HOW TO COMPLETE THIS TASK: Please repeat exactly the lines below from the one containing "pixels, height=607 pixels." down to the one containing "In order to click on Leah4sci.com", both included, and nothing else.

AVAILABLE RECORDS:

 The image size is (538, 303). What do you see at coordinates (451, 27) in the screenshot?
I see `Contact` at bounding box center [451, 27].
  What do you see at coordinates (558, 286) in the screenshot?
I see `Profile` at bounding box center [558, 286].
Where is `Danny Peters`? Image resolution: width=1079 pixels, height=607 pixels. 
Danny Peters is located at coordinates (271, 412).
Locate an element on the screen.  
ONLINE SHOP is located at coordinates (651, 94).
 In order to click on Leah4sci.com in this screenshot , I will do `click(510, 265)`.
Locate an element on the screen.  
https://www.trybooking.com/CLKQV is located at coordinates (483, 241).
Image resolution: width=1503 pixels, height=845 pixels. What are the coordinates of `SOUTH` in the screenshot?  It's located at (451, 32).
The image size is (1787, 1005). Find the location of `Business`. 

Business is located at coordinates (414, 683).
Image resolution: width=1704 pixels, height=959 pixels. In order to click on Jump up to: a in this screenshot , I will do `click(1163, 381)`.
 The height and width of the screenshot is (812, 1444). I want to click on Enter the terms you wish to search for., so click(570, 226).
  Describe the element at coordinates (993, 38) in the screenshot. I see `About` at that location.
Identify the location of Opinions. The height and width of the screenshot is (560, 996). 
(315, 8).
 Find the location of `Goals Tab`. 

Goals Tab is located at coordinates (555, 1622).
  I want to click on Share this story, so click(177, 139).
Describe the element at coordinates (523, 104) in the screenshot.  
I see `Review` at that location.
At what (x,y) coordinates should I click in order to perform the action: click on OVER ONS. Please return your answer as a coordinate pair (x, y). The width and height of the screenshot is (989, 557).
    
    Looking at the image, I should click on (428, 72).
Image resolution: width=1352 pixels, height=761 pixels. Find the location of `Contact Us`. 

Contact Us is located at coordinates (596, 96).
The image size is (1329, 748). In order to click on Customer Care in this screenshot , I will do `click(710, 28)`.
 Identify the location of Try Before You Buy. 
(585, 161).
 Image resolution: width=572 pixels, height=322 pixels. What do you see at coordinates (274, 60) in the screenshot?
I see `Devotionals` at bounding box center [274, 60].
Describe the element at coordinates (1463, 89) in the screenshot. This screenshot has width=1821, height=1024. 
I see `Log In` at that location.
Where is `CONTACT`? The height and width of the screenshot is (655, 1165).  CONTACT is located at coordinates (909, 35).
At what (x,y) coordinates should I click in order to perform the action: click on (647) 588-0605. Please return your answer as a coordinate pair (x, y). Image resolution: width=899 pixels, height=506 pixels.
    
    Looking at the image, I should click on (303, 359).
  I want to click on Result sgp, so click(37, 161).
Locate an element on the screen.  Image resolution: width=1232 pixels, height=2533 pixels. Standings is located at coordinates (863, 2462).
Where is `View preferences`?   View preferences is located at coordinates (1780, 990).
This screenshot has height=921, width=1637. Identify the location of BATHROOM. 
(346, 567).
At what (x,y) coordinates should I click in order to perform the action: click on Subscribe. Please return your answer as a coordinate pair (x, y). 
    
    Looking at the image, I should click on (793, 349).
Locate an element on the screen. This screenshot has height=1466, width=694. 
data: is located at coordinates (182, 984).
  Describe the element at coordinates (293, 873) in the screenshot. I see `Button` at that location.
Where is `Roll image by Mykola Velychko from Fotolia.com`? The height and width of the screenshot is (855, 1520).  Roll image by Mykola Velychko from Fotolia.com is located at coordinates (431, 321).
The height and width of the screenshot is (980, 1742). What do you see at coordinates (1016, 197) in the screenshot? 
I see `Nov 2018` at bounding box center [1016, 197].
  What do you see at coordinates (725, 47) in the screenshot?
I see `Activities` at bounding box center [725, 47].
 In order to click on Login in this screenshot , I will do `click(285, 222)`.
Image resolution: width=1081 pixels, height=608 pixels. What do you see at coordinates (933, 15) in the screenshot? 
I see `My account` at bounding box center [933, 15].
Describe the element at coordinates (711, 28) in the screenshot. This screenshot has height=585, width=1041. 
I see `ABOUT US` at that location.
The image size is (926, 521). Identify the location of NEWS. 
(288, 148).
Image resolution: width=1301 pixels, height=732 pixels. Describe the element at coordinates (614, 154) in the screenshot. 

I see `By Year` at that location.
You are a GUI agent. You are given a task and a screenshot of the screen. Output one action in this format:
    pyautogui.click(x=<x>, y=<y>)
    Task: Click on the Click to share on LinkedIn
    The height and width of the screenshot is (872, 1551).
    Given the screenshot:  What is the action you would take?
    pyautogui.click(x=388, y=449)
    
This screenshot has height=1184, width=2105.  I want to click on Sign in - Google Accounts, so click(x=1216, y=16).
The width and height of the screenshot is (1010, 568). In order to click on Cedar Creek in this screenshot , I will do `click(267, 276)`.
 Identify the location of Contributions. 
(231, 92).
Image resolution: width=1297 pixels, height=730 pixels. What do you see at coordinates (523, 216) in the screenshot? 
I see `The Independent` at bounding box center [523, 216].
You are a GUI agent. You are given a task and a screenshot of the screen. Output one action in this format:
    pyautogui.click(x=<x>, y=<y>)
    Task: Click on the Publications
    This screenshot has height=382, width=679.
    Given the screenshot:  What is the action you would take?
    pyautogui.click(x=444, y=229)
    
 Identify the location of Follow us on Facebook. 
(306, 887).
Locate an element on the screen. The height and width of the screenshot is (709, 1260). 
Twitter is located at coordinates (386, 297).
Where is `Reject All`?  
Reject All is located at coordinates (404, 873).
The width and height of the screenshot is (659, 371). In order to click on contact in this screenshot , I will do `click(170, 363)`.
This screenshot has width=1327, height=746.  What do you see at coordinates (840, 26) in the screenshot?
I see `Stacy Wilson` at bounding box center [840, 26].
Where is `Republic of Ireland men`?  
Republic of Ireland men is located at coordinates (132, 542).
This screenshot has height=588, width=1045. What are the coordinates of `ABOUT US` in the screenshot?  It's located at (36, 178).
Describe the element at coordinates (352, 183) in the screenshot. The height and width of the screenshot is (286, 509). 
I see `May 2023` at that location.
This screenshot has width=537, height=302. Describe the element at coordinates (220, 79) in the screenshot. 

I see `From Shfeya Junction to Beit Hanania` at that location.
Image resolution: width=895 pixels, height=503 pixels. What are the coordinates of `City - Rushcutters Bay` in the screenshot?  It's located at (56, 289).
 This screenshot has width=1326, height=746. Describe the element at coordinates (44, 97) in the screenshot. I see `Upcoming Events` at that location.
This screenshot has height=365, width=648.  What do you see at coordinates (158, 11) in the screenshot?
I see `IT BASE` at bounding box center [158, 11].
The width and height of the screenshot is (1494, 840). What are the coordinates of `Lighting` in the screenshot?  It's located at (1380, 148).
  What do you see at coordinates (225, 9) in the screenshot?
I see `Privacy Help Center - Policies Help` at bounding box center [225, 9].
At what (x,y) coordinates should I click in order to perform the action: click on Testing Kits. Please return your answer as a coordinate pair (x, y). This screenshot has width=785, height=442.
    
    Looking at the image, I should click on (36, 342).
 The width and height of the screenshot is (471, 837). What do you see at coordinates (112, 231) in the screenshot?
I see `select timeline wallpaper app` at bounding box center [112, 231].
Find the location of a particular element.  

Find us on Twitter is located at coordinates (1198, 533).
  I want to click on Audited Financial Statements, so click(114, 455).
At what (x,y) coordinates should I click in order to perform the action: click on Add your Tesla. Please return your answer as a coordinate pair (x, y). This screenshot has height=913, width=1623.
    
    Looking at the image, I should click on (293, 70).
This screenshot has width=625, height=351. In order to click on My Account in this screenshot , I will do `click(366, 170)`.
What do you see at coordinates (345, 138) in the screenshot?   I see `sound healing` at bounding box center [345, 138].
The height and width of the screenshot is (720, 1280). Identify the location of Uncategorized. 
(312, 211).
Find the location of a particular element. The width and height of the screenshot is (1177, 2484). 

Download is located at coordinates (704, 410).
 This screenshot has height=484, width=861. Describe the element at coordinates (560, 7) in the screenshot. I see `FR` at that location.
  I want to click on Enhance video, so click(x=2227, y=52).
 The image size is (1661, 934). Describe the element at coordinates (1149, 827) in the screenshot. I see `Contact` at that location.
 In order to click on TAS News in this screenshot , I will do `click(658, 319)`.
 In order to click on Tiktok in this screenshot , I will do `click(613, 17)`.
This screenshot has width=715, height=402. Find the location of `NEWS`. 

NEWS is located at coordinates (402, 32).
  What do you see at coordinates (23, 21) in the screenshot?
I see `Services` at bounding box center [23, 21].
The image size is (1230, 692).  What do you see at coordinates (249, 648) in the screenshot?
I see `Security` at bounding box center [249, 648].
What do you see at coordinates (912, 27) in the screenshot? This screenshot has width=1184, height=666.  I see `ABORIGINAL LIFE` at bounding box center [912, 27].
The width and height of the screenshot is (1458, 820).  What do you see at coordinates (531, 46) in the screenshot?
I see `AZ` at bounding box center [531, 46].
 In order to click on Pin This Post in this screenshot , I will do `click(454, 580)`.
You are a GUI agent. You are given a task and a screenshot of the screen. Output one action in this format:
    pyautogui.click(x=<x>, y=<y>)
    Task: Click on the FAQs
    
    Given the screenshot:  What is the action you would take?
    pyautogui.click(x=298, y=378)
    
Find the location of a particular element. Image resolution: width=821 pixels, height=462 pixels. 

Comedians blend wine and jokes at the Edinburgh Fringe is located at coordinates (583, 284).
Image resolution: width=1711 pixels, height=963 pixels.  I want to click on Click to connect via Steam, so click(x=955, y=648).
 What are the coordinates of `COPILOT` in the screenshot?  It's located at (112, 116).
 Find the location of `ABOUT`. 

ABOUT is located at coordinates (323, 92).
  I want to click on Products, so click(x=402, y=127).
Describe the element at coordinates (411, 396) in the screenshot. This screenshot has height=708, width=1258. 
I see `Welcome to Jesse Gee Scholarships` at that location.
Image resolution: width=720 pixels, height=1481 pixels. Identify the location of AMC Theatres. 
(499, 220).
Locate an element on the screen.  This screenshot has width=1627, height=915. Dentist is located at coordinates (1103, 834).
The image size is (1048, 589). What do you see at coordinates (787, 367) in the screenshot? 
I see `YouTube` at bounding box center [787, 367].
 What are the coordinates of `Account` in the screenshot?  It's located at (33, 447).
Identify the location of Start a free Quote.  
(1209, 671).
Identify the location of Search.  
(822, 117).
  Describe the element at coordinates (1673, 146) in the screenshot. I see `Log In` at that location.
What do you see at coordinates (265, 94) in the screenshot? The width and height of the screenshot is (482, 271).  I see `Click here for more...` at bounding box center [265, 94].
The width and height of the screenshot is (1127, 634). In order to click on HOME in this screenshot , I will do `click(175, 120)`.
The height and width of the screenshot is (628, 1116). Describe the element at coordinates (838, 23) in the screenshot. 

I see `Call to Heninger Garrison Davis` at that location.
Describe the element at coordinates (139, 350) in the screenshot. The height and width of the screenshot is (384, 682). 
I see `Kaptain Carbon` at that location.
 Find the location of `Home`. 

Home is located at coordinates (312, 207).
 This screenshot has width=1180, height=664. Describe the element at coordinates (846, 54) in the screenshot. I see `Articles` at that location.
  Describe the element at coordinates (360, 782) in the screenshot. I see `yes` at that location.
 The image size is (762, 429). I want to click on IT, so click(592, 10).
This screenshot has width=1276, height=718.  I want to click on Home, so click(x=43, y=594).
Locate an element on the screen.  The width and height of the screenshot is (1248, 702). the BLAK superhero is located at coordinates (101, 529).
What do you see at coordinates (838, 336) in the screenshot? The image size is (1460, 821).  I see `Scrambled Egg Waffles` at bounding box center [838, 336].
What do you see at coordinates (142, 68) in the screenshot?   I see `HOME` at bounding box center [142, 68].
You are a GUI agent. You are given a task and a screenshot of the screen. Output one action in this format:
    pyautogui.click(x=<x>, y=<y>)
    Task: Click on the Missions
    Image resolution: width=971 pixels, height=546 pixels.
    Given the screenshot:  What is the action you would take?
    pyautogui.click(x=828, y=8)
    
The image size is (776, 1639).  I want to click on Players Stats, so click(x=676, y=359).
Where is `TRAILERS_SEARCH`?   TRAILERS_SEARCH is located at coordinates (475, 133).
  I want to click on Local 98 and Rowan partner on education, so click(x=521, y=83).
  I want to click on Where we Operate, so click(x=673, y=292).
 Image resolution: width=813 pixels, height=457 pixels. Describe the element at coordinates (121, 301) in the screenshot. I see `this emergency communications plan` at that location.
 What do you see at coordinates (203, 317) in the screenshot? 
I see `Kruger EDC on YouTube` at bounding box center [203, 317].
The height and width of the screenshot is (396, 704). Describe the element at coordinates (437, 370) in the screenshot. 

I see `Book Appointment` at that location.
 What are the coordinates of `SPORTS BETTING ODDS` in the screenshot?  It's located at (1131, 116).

SOLVED EXERCISE:
Where is `Danny Peters`? Image resolution: width=1079 pixels, height=607 pixels. 
Danny Peters is located at coordinates (271, 412).
Locate an element on the screen.  
ONLINE SHOP is located at coordinates (651, 94).
 In order to click on Leah4sci.com in this screenshot , I will do `click(510, 265)`.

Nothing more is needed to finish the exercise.